The Register Citizen (Torrington, CT)
Senators co-sponsor bill to limit magazine capacity
WASHINGTON — Connecticut Sens. Richard Blumenthal and Chris Murphy joined forces Tuesday as co-sponsors of legislation aimed at limiting rifle and handgun magazines to 10 rounds — far less than the 30-round magazines that Newtown shooter Adam Lanza used in his 2012 rampage at Sandy Hook Elementary School.
“They are force multipliers for evil,” Blumenthal said at a news conference called to announce the Keep America Safe Act, which he argued would significantly lower the death toll of mass shootings. “Guns become doubly and triply deadly because of high-capacity magazines. There is no more simple, straightforward way to save lives than to ban high-capacity magazines.”
Blumenthal and Murphy joined the measure’s chief sponsor, Sen. Robert Menendez, D-N.J., in saying that lesser magazine capacity means a shooter must reload more often, giving potential victims time to flee or resist.
In all, Lanza killed 20 school children and six adult staff members in what still stands as a turning point in the nation’s effort to grapple with random mass murder in public places.
Murphy and the others pointed to Jared Lee Loughner, the mass shooter in Tucson, who gravely injured then-Rep. Gabrielle Giffords, D-Ariz. A retired Army colonel was able to tackle Loughner as he attempted to put a new magazine in a 9 mm Glock handgun.
“This isn’t theory; this is what happens in practice,” Murphy said at the news conference. “We need to get this passed and we need to get it passed quickly.”
Connecticut already bans high-capacity magazines, including the ban in its gun-violence law approved in the aftermath of the Newtown shootings.
. With Democrats in control of the House, it suddenly is fertile ground for guncontrol measures such as the Keep America Safe Act. But the Senate remains Republican, and Senate Majority Leader Mitch McConnell, R-Ky., has given no indication he is in any hurry to bring any such proposal to a vote.
Even when it was in Democratic hands in 2013, the Senate fell six votes short of overcoming a filibuster blocking a bill to expand gun-purchase background checks — effectively closing the so-called “gun show loophole.”
Nevertheless, Blumenthal said Tuesday that public abhorrence over mass shootings and the desire for new gun laws helped Democrats achieve victory in the House in the 2018 election.
“Some of my (Republican) colleagues are going to go to their leadership and say, ‘We need to do something … because the overwhelming cry of the American people is to do something,’” Blumenthal said. “It’s that simple.”
Blumenthal characterized the high-capacity measure as a “no brainer” that Democrats wisely broke out from broader and potentially more controversial legislation that would expand background checks, deny gun purchases to those on the aviation “no-fly” list, or permit “risk-prevention” orders such as the one in Connecticut that permits family and friends to petition judges to temporarily seize guns from troubled individuals.
“This measure is a discrete, unchallengeable and unquestionable way to save lives,” he said.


_YOUR ASSIGNMENT:_ Search the listing below for the string "pixels" and copy every line where it occurs.

_DATASET EXCERPTS:_
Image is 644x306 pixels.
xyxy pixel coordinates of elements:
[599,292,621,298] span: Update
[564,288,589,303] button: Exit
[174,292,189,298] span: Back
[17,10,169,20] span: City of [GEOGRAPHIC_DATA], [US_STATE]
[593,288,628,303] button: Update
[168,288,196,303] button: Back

* * *

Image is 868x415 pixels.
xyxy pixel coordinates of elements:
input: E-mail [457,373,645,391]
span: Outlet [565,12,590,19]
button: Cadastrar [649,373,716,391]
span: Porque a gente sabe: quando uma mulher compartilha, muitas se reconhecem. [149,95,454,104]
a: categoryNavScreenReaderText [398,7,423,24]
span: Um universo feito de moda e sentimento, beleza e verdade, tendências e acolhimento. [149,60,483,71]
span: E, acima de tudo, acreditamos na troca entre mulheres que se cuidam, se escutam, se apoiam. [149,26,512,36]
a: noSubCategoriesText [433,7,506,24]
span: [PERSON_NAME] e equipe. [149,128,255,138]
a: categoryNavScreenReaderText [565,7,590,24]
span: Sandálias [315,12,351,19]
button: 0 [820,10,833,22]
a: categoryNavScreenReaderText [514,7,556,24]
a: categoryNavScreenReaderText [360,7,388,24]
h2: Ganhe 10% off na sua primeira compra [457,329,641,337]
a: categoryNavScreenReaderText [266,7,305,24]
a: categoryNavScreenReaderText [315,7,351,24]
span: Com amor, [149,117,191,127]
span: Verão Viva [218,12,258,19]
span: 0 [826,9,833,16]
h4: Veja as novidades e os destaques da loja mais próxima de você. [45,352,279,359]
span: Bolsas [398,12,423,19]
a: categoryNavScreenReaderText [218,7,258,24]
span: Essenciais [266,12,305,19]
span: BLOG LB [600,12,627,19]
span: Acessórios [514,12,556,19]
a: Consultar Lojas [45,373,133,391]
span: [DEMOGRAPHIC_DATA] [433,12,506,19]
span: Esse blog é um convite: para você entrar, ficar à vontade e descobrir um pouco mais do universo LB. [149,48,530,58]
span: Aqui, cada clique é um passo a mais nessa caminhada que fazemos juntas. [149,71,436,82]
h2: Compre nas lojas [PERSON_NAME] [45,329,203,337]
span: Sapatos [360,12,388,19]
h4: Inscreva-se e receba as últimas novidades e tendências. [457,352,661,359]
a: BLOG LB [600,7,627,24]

_RESPONSE TO THIS EXERCISE:_
Image is 644x306 pixels.
Image is 868x415 pixels.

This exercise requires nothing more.